Vancouver sales downturn an omen of greater market hardship?

Significant decline in October sales makes observers nervous about the Vancouver market’s near-future prospects

Fresh data from the Real Estate Board of Greater Vancouver revealed a massive 38.8 per cent year-over-year decline in home sales last month, a development that has provoked anxiety among observers wary of the effects of a recently-implemented foreign buyers’ tax and far-reaching changes to federal mortgage rules.
 
Experts warned that the combination of the tax and the regulatory revisions might prove too much for the Vancouver market, which is already exposed to major housing risks due to overheating and overvaluation.
 
“[Vancouver] is in a full-blown correction,” David Madani of Capital Economics told CBC News. “Introducing [the new rules] now, the risk is that this could be the trigger or catalyst that everyone fears the most.”
 
Madani added that the October numbers represented the continuous decline of sales volume in the city, which began approximately February this year.
 
“I do think the Vancouver market is going to have a very, very hard landing that will probably drag out for a few years potentially.”
 
The analyst hastened to add, however, that this correction should be attributed to the credit cycle that led to record-low interest rates and a heavily leveraged client base, rather than to the foreign buyers’ tax.
 
“Anything that reduces the amount of credit available to purchase a home will slow the market down,” Madani explained. “So the housing mess that's been created over the past decades or so, it's not just about low interest rates, it's about the increased leverage in the system.”
 
These sentiments echoed those of Dominion Lending CentresDustan Woodhouse, who earlier this month stated that the regulatory revisions burdened middle-class would-be home buyers unnecessarily.
 
“It is also worth noting that previous to Oct 17, 2016 the income required for this same purchase price was ~$88,000.00 per year.
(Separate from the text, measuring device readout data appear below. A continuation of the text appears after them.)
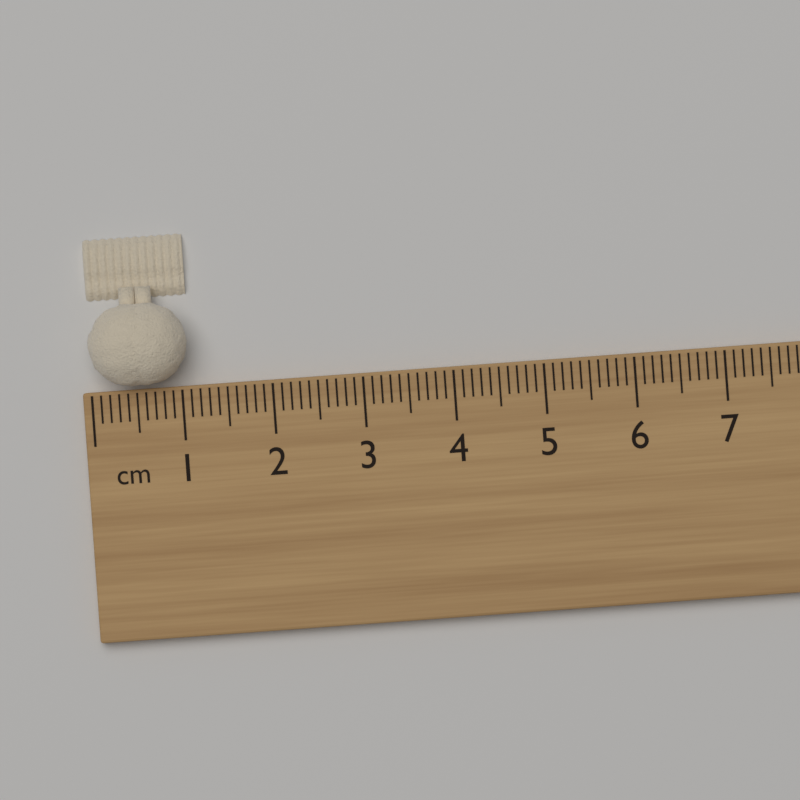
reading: 1.1 cm
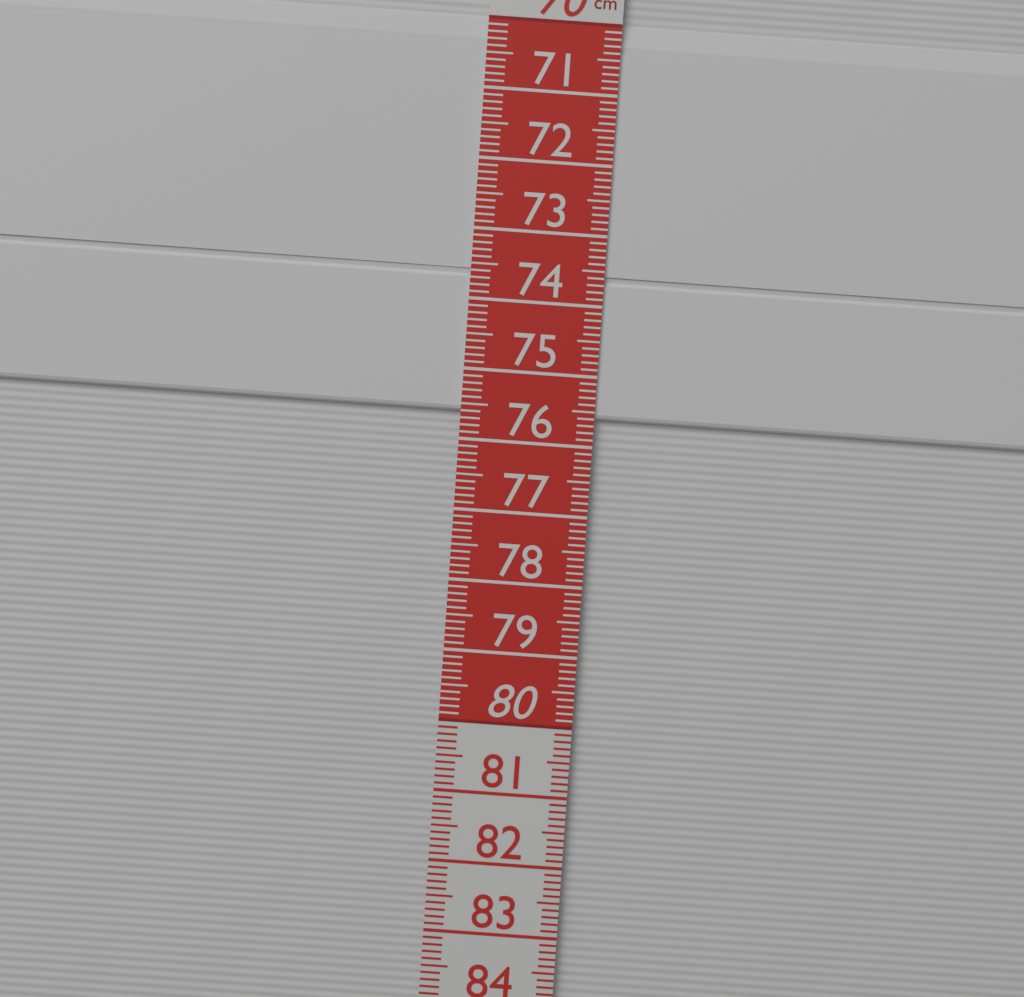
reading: 75.6 cm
In other words an experienced police officer, teacher, nurse, or firefighter could pretty much pull that $597,000.00 purchase off on their own income.”
 
Woodhouse argued that instead of getting at the root of the price growth problem, the new rules only succeeded in penalizing would-be buyers who have stable verified income streams, exemplary credit scores, and no consumer debt loads.
 
“They [will need to] get themselves a $20,000 raise before they buy what they could have bought. Exactly what so many before them have bought, and what just ~0.30% of CDN’s ever stop making payments on.”